Nicola Vincent-Abnett

Nicola Vincent-Abnett
"Savant" for Solaris, Wild's End, Further Associates of Sherlock Holms, more Wild's End

Tuesday 17 April 2012

Tackling Rewrites



I’ve never been in the position of having to do a great many rewrites. I write pretty cleanly, and a lot of the stuff I’ve done has been short, or collaborative, so checks and balances have been pretty well in place from the outset.
When my agent signed me, we went through all the things I would need to do with “Naming Names” to turn it into the best possible book. It had been in my drawer for the better part of three years and I knew that it couldn’t go out to the general public in its first draft form.
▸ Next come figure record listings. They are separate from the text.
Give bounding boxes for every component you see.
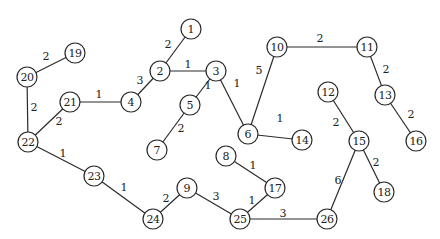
graph-canvas: 2221321112512222261123113 12345678910111… — [0, 0, 440, 239]
node-26: 26 — [317, 209, 337, 229]
node-label: 12 — [322, 86, 335, 99]
edge-weight-label: 1 — [250, 159, 257, 172]
node-label: 9 — [184, 182, 191, 195]
node-label: 25 — [234, 213, 247, 226]
edges-layer — [27, 29, 416, 219]
edge-weights-layer: 2221321112512222261123113 — [31, 32, 415, 220]
edge-weight-label: 1 — [185, 58, 192, 71]
node-label: 24 — [147, 213, 160, 226]
node-label: 4 — [128, 96, 135, 109]
edge-weight-label: 2 — [383, 63, 390, 76]
edge-weight-label: 1 — [249, 194, 256, 207]
edge-weight-label: 2 — [163, 192, 170, 205]
node-label: 16 — [410, 135, 423, 148]
node-label: 26 — [321, 213, 334, 226]
node-19: 19 — [65, 43, 85, 63]
edge-weight-label: 5 — [256, 64, 263, 77]
graph-diagram: 2221321112512222261123113 12345678910111… — [0, 0, 440, 239]
node-9: 9 — [177, 178, 197, 198]
edge-weight-label: 2 — [317, 32, 324, 45]
edge-weight-label: 6 — [335, 174, 342, 187]
edge-weight-label: 3 — [137, 74, 144, 87]
node-11: 11 — [357, 37, 377, 57]
edge-weight-label: 2 — [43, 50, 50, 63]
edge-15-26 — [327, 141, 359, 219]
node-label: 5 — [187, 99, 194, 112]
node-17: 17 — [265, 178, 285, 198]
edge-weight-label: 3 — [213, 190, 220, 203]
edge-weight-label: 2 — [178, 122, 185, 135]
node-1: 1 — [181, 19, 201, 39]
node-label: 11 — [361, 41, 374, 54]
edge-weight-label: 2 — [373, 156, 380, 169]
edge-weight-label: 3 — [280, 207, 287, 220]
node-label: 22 — [22, 136, 35, 149]
edge-weight-label: 1 — [277, 112, 284, 125]
node-label: 10 — [271, 41, 284, 54]
node-15: 15 — [349, 131, 369, 151]
edge-weight-label: 1 — [121, 181, 128, 194]
node-23: 23 — [84, 166, 104, 186]
edge-weight-label: 2 — [408, 108, 415, 121]
node-8: 8 — [216, 146, 236, 166]
edge-weight-label: 2 — [165, 38, 172, 51]
node-18: 18 — [374, 182, 394, 202]
node-label: 14 — [296, 134, 309, 147]
node-label: 21 — [64, 96, 77, 109]
node-10: 10 — [267, 37, 287, 57]
node-6: 6 — [238, 124, 258, 144]
edge-weight-label: 1 — [96, 88, 103, 101]
node-label: 1 — [188, 23, 195, 36]
edge-weight-label: 1 — [234, 77, 241, 90]
node-7: 7 — [147, 140, 167, 160]
edge-weight-label: 2 — [31, 101, 38, 114]
node-13: 13 — [375, 85, 395, 105]
edge-weight-label: 1 — [205, 79, 212, 92]
node-label: 23 — [88, 170, 101, 183]
edge-weight-label: 2 — [56, 115, 63, 128]
node-4: 4 — [121, 92, 141, 112]
node-21: 21 — [60, 92, 80, 112]
node-label: 18 — [378, 186, 391, 199]
node-3: 3 — [206, 61, 226, 81]
node-label: 6 — [245, 128, 252, 141]
node-label: 20 — [21, 71, 34, 84]
node-label: 15 — [353, 135, 366, 148]
node-14: 14 — [292, 130, 312, 150]
node-label: 7 — [154, 144, 161, 157]
edge-weight-label: 2 — [333, 116, 340, 129]
node-label: 17 — [269, 182, 282, 195]
node-24: 24 — [143, 209, 163, 229]
node-16: 16 — [406, 131, 426, 151]
edge-6-10 — [248, 47, 277, 134]
node-label: 19 — [69, 47, 82, 60]
node-5: 5 — [180, 95, 200, 115]
node-25: 25 — [230, 209, 250, 229]
node-22: 22 — [18, 132, 38, 152]
node-2: 2 — [150, 61, 170, 81]
node-label: 13 — [379, 89, 392, 102]
edge-weight-label: 1 — [60, 147, 67, 160]
nodes-layer: 1234567891011121314151617181920212223242… — [17, 19, 426, 229]
node-label: 3 — [213, 65, 220, 78]
node-label: 2 — [157, 65, 164, 78]
node-20: 20 — [17, 67, 37, 87]
node-label: 8 — [223, 150, 230, 163]
node-12: 12 — [318, 82, 338, 102]
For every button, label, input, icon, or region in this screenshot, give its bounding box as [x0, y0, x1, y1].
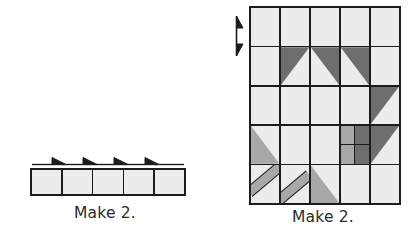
block-cell-r5c2: [281, 165, 309, 203]
triangle-dark: [341, 47, 369, 85]
pressing-arrow-right-icon: [94, 158, 128, 165]
triangle-dark: [281, 47, 309, 85]
diagram-canvas: Make 2.: [0, 0, 418, 248]
block-cell-r5c4: [341, 165, 369, 203]
strip-patch-3: [93, 170, 122, 194]
pressing-arrow-updown-icon: [228, 14, 244, 58]
block-cell-r3c1: [251, 87, 279, 125]
block-cell-r4c3: [311, 126, 339, 164]
block-cell-r3c3: [311, 87, 339, 125]
block-unit: Make 2.: [228, 0, 418, 248]
block-unit-caption: Make 2.: [228, 208, 418, 226]
block-cell-r2c3: [311, 47, 339, 85]
strip-patch-1: [32, 170, 61, 194]
four-patch-q2: [355, 126, 369, 144]
block-cell-r5c3: [311, 165, 339, 203]
block-cell-r1c5: [371, 8, 399, 46]
block-cell-r4c4: [341, 126, 369, 164]
block-cell-r2c1: [251, 47, 279, 85]
strip-unit: Make 2.: [0, 140, 210, 248]
triangle-dark: [371, 126, 399, 164]
block-cell-r5c1: [251, 165, 279, 203]
block-cell-r4c1: [251, 126, 279, 164]
block-cell-r1c2: [281, 8, 309, 46]
block-cell-r1c1: [251, 8, 279, 46]
four-patch-q4: [355, 145, 369, 163]
strip-patch-4: [124, 170, 153, 194]
pressing-arrow-right-icon: [63, 158, 97, 165]
strip-unit-caption: Make 2.: [0, 204, 210, 222]
strip-patch-2: [63, 170, 92, 194]
block-cell-r3c5: [371, 87, 399, 125]
block-cell-r4c2: [281, 126, 309, 164]
triangle-dark: [371, 87, 399, 125]
pressing-arrow-right-icon: [32, 158, 66, 165]
stem-diagonal: [251, 165, 279, 203]
block-cell-r2c5: [371, 47, 399, 85]
block-cell-r5c5: [371, 165, 399, 203]
strip-patch-5: [155, 170, 184, 194]
four-patch-q3: [341, 145, 355, 163]
block-cell-r4c5: [371, 126, 399, 164]
stem-diagonal: [281, 165, 309, 203]
block-cell-r1c3: [311, 8, 339, 46]
pressing-arrow-right-icon: [125, 158, 159, 165]
strip-patch-row: [30, 168, 186, 196]
block-cell-r2c4: [341, 47, 369, 85]
four-patch-q1: [341, 126, 355, 144]
block-cell-r3c2: [281, 87, 309, 125]
triangle-medium: [251, 126, 279, 164]
block-patch-grid: [249, 6, 401, 205]
triangle-dark: [311, 47, 339, 85]
four-patch: [341, 126, 369, 164]
block-cell-r1c4: [341, 8, 369, 46]
triangle-medium: [311, 165, 339, 203]
block-cell-r2c2: [281, 47, 309, 85]
block-cell-r3c4: [341, 87, 369, 125]
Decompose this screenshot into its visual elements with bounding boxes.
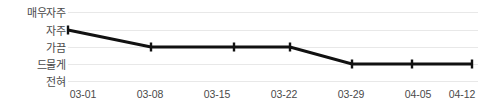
x-axis-label-0412: 04-12 <box>449 88 475 100</box>
x-axis-label-0322: 03-22 <box>271 88 297 100</box>
x-axis-label-0301: 03-01 <box>70 88 96 100</box>
x-axis-label-0405: 04-05 <box>405 88 431 100</box>
x-axis-label-0315: 03-15 <box>204 88 230 100</box>
x-axis-label-0308: 03-08 <box>137 88 163 100</box>
x-axis-label-0329: 03-29 <box>338 88 364 100</box>
line-chart: 매우자주 자주 가끔 드물게 전혀 03-01 03-08 03-15 03-2… <box>0 0 488 104</box>
series-line <box>68 30 472 64</box>
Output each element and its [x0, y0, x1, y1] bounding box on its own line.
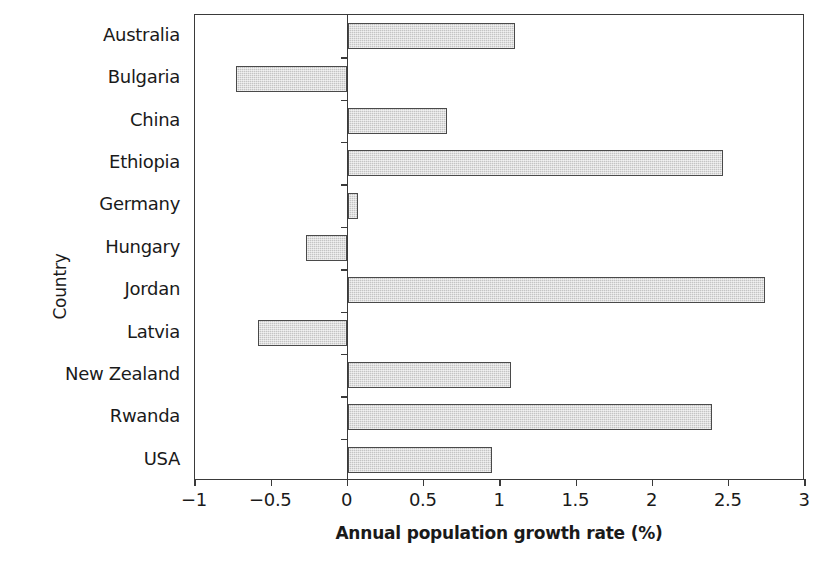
y-axis-tick-label: Germany [99, 183, 180, 225]
x-axis-tick-label: 0 [341, 489, 352, 510]
x-axis-tick-mark [347, 479, 348, 486]
x-axis-tick-label: −1 [181, 489, 207, 510]
bar [236, 66, 347, 92]
bar-chart: Country AustraliaBulgariaChinaEthiopiaGe… [0, 0, 823, 573]
y-axis-tick-mark [341, 100, 348, 101]
y-axis-tick-label: Hungary [105, 226, 180, 268]
y-axis-tick-label: China [130, 99, 180, 141]
x-axis-tick-labels: −1−0.500.511.522.53 [194, 489, 804, 515]
x-axis-tick-label: 0.5 [409, 489, 437, 510]
bar [348, 277, 766, 303]
bar [348, 108, 447, 134]
bar [348, 23, 516, 49]
x-axis-tick-mark [271, 479, 272, 486]
y-axis-tick-mark [341, 57, 348, 58]
bar [348, 447, 493, 473]
x-axis-tick-mark [652, 479, 653, 486]
x-axis-tick-mark [804, 479, 805, 486]
bars-layer [195, 15, 803, 479]
x-axis-tick-mark [576, 479, 577, 486]
x-axis-tick-label: 2 [646, 489, 657, 510]
plot-area [194, 14, 804, 480]
y-axis-tick-labels: AustraliaBulgariaChinaEthiopiaGermanyHun… [40, 14, 188, 480]
bar [258, 320, 348, 346]
y-axis-tick-label: Ethiopia [109, 141, 180, 183]
bar [306, 235, 347, 261]
y-axis-tick-mark [341, 439, 348, 440]
x-axis-tick-mark [423, 479, 424, 486]
x-axis-tick-label: 1.5 [561, 489, 589, 510]
bar [348, 193, 359, 219]
y-axis-tick-mark [341, 227, 348, 228]
y-axis-tick-mark [341, 184, 348, 185]
x-axis-tick-label: 1 [493, 489, 504, 510]
y-axis-tick-mark [341, 269, 348, 270]
x-axis-title: Annual population growth rate (%) [194, 523, 804, 543]
y-axis-tick-label: New Zealand [65, 353, 180, 395]
x-axis-tick-label: −0.5 [249, 489, 292, 510]
x-axis-tick-mark [728, 479, 729, 486]
x-axis-tick-label: 2.5 [714, 489, 742, 510]
y-axis-tick-mark [341, 354, 348, 355]
x-axis-tick-mark [499, 479, 500, 486]
y-axis-tick-label: Latvia [127, 311, 180, 353]
bar [348, 150, 723, 176]
bar [348, 404, 712, 430]
x-axis-tick-mark [194, 479, 195, 486]
y-axis-tick-mark [341, 312, 348, 313]
y-axis-tick-label: Rwanda [110, 395, 180, 437]
y-axis-tick-label: Australia [103, 14, 180, 56]
zero-baseline [347, 15, 349, 479]
y-axis-tick-label: Bulgaria [108, 56, 180, 98]
y-axis-tick-mark [341, 396, 348, 397]
x-axis-tick-label: 3 [798, 489, 809, 510]
y-axis-tick-label: Jordan [125, 268, 180, 310]
bar [348, 362, 511, 388]
y-axis-tick-mark [341, 142, 348, 143]
y-axis-tick-label: USA [144, 438, 180, 480]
Apart from anything else, there were things that, after long reflection, I wanted to address. 
Fortunately, my agent and I were, roughly speaking, on the same page, and I went away from our meeting content that I would be able to make the changes that we both knew were necessary.
Then a lovely writer who had read my first draft also offered an opinion on the text, and, again, our minds were as one on the general principles.
All of that said, I still wasn’t entirely sure how the rewrites were going to work out until I began on them.
I started by taking out all of the linking chapters and discarding them wholesale. These were the problem chapters, and they were not at the core of the thing, so simply removing them seemed like the cleanest option. It did take a long moment making sure the original manuscript was well backed up, and even then, I took a deep breath each time I hit the delete key, but it was soon done.
Then I began to expand the remaining chapters that were still clinging like so much flotsam and jetsam to the core of “Naming Names”. Fortunately, this book always had a strong back, a great spine on which to build. I was grateful for it then, and I’m grateful for it now.
I am halfway through these re-writes, and, at this point, I have lucked into an idea for the other half of the process, which will involve going back to that spine, and building a strong ribcage around it to protect all those lovely organs.
Yep... I’ve clearly stretched that metaphor to breaking point.
Anyway, I had sketched out some thoughts, and I’d talked about it, but, now that I’m working on the book, and since a solution has presented itself organically, things are really beginning to work.
When I first wrote this novel, I didn’t even consider that it would need rewriting. The core was there, and, as far as I was concerned, I’d written exactly the book I wanted to write.
This is an entirely different experience, but I’m very glad that I’m having it.